The AJP proposal notes that offshore wind projects could sync with the emergent and growing community choice aggregation movement, where counties and regions are determining their energy future through a mix of renewables. Offshore wind could be a dynamic addition to the mix. The AJP estimates that there’s enough wind energy blowing offshore to provide California with one and a half times its annual electricity needs. The proposals in Humboldt and Morro Bay aim to harvest 18 kw a year through an array of the floating windmills. In Huffman’s view, ideally, the energy would be created and utilized by the Redwood Coast Energy Authority (the local CCA)—and as Collins notes, could also be procured by the regional CCAs Sonoma Clean Power and Marin Clean Energy, which purchase renewable energy from solar and wind farms that are often many miles down the electric wire from the point of consumption. “There’s way more energy potential than there is demand” in Humboldt County, says Huffman.

The offshore wind farm push from AJP arrives as the state is engaged in multiple legislative efforts and discussions about how to upgrade its electric grid, especially in light of the recent catastrophic wildfires and how they’ve put the finger on the aging grid. The CCAs rely on that same grid to deliver renewable energy to its customers—whether it’s from local geothermal sources, or from massive solar panel farms or distant wind farms.

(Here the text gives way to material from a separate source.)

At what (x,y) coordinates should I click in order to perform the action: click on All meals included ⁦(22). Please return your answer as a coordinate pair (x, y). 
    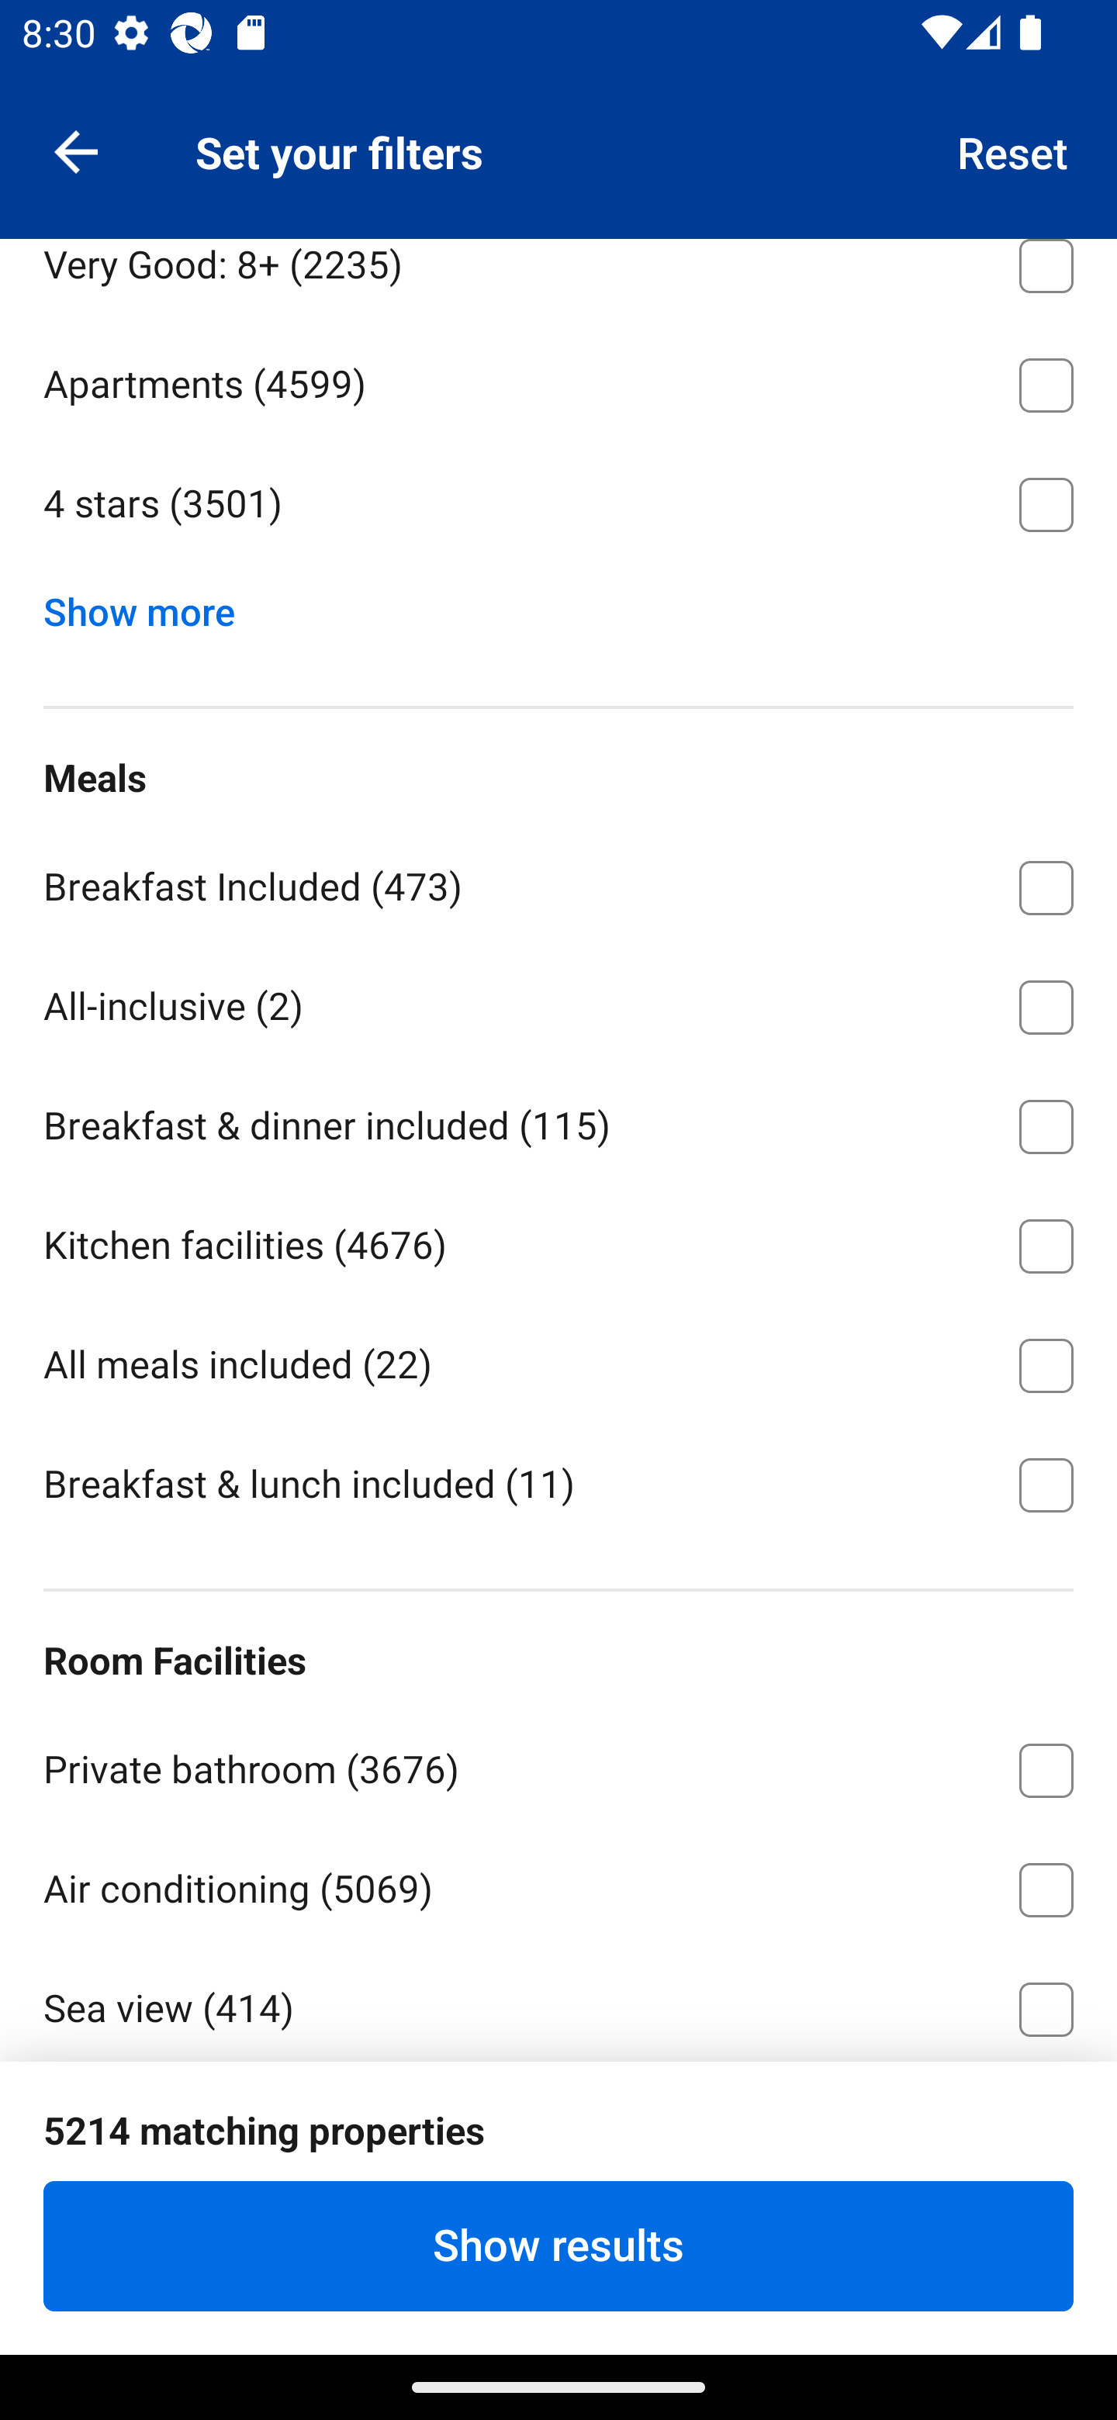
    Looking at the image, I should click on (558, 1360).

“One question we have to ask,” says Collins, “especially with the PG&E fallout, is: can the Marin and Sonoma CCAs be early procurers of this and share the costs and benefits of this new technology?”

Speaking personally, Collins notes that the PG&E bankruptcy has raised broader questions about power-grid systems as they relate to wildfire risk. And again, she says, this is where offshore wind can be a win-win.

She decries “proposals to connect us to high wind areas in Wyoming—we’d build these long-range transmission lines from Wyoming to California to connect us to areas of wind.”

The argument often made against cross-state power procurement is that it bleeds jobs from California. “But I think the issue is one of fire risk,” says Collins. “Why don’t we instead look at offshore resources closer to home?”